Friday, March 20, 2020

Two Ways of Considering Errors


Recently I was listening to an older fencer talk with a younger fencer. He asked the fencer why he was doing something he was doing. The fencer gave an answer, and honestly, what he was doing was not the most adaptive choice he could have been making. The older fencer responded that the kid wasn’t wrong in his choice because he scored the touch so it must have been right.

Later in the night I was giving a lesson and the athlete I was working with commented that when he kind of follows instructions he can sort of make the action work, but that it seems more solid and consistent when fully follows the instruction. This should kind of be obvious, the more correctly you do something, the better the result.

My response to him was something along the lines of “You’re at a point where almost right isn’t good enough.”

Thinking about it later made me think on the two different approaches to the idea of an error. Both students could score with what they were doing. One would continue his error because it worked in practice, the other was going to fix it.

The student continuing the error will eventually find that against a more serious opponent or a better opponent, the bad choice won’t work as well. The student working to improve his mistake will have a tool he can use in a broader number of scenarios than he can use now.

A tough thing with recognizing that we have to do things right even if the wrong thing works is that sometimes our mistakes get rewarded and our efforts to correct how we make an action get shut down.

In a bout a student might do something ridiculous that scores because his partner does something poorly or ill chosen. Or it might just be too weird for their opponent to figure out how to stop. A student recognizing an error and trying to fix it might think he’s fixed it and might just be fencing a better opponent, or someone who knows how to stop that action, or someone who gets lucky with a weird touch. They might take steps to fix their action and the steps might just not be enough to fix it…yet. Not scoring might reinforce not using the action or not making the correction, and so sometimes we have to help illustrate the incremental improvement, or how the execution is better even if its not yet successful.

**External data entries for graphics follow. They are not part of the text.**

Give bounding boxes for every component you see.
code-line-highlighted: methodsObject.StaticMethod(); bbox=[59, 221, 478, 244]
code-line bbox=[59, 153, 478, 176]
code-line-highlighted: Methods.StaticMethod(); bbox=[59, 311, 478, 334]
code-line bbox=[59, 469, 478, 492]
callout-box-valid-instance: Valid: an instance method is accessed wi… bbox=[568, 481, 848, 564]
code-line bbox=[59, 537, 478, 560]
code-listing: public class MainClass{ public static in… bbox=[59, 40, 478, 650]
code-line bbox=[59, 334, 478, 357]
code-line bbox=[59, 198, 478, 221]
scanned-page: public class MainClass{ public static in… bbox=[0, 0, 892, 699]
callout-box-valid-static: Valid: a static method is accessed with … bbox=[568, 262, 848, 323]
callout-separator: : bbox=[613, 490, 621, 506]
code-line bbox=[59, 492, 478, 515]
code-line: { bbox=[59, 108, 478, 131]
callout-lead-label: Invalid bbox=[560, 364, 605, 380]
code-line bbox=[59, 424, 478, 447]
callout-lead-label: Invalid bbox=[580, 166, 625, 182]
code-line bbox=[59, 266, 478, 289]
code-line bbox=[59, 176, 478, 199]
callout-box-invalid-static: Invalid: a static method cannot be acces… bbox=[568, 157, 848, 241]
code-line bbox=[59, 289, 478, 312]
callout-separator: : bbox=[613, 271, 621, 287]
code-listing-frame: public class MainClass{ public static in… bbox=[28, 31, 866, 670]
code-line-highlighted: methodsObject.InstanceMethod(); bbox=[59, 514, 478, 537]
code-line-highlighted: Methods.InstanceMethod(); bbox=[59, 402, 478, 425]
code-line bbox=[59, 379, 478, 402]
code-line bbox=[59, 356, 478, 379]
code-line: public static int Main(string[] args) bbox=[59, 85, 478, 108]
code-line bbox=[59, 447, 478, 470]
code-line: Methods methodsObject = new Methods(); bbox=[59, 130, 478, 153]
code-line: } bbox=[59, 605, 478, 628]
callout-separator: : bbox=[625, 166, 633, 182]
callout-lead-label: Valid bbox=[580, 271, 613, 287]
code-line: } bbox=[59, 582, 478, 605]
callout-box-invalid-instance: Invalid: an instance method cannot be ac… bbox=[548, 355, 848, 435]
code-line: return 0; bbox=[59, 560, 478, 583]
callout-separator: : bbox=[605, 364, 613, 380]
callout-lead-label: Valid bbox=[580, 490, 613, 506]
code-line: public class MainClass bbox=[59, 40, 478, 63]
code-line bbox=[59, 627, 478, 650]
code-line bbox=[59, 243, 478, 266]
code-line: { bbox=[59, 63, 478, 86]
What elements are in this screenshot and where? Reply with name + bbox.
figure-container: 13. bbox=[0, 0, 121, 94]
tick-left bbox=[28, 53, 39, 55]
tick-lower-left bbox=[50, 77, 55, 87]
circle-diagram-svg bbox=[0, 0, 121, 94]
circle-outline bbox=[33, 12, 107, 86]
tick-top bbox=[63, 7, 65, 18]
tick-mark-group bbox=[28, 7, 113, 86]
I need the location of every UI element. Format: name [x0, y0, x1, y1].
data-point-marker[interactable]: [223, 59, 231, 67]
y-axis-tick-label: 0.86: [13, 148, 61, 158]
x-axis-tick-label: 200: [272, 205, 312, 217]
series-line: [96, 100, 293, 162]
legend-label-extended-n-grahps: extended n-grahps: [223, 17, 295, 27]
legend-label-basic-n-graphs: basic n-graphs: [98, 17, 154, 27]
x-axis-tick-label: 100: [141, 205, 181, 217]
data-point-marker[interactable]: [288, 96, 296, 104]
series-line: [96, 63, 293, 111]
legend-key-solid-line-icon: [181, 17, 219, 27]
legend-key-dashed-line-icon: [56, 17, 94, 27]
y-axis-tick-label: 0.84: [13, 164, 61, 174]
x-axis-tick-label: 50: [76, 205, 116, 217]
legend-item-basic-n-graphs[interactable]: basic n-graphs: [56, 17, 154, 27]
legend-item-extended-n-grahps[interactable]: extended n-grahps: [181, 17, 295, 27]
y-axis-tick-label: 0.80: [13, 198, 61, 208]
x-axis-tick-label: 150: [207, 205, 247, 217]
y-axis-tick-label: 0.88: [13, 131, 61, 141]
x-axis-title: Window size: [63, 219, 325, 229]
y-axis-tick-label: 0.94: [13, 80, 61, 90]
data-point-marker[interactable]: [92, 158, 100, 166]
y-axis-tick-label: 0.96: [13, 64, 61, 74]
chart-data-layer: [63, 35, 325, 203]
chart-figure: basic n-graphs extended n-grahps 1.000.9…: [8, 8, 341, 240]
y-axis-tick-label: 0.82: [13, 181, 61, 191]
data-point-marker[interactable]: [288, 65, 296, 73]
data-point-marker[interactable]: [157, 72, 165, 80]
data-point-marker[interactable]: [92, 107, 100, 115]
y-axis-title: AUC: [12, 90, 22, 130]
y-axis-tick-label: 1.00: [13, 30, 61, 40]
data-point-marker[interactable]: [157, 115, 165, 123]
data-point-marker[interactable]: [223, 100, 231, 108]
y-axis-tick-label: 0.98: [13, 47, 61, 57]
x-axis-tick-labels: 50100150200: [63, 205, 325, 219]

On the flip side, sometimes we have to make the awkward choice of explaining that something was not a good choice even when it seems like it worked. Students don’t always get this when it’s explained because the positive reinforcement from scoring is stronger than us telling them otherwise. Even if we show them that the mistake loses against a better executed response, the positive reinforcement of scoring is stronger than the positive punishment of getting scored on. So if we let the mistake go long enough it can be tough to extinguish it.

A helpful element in this is if the student has a cohort of teammates they’re close with and they all have a sense of what the right way to execute the actions are, even if they can’t all consistently do them. Not only do they help remind each other to correct errors but having that culture of being committed to correctness allows the students to focus on it themselves as well. When they begin to correct themselves as soon as they notice the mistake it can help get them on track before the error is reinforced.

While having some sort of negative response to poor execution isn’t necessary, I’ve had college students who would assign themselves push ups if they realized they were executing actions incorrectly. I’ve had youth fencers successfully extinguish some basic errors in their teammates with the same approach. Self-directed and peer directed correction can be pretty powerful and offset the strength that reinforcement through scoring with the wrong choice would otherwise have.

The biggest piece of this though is just instilling a sense of the importance of correct execution and the broader success that it will lead to. That said, students still need to understand that once they have it right then they have room for personalization and innovation.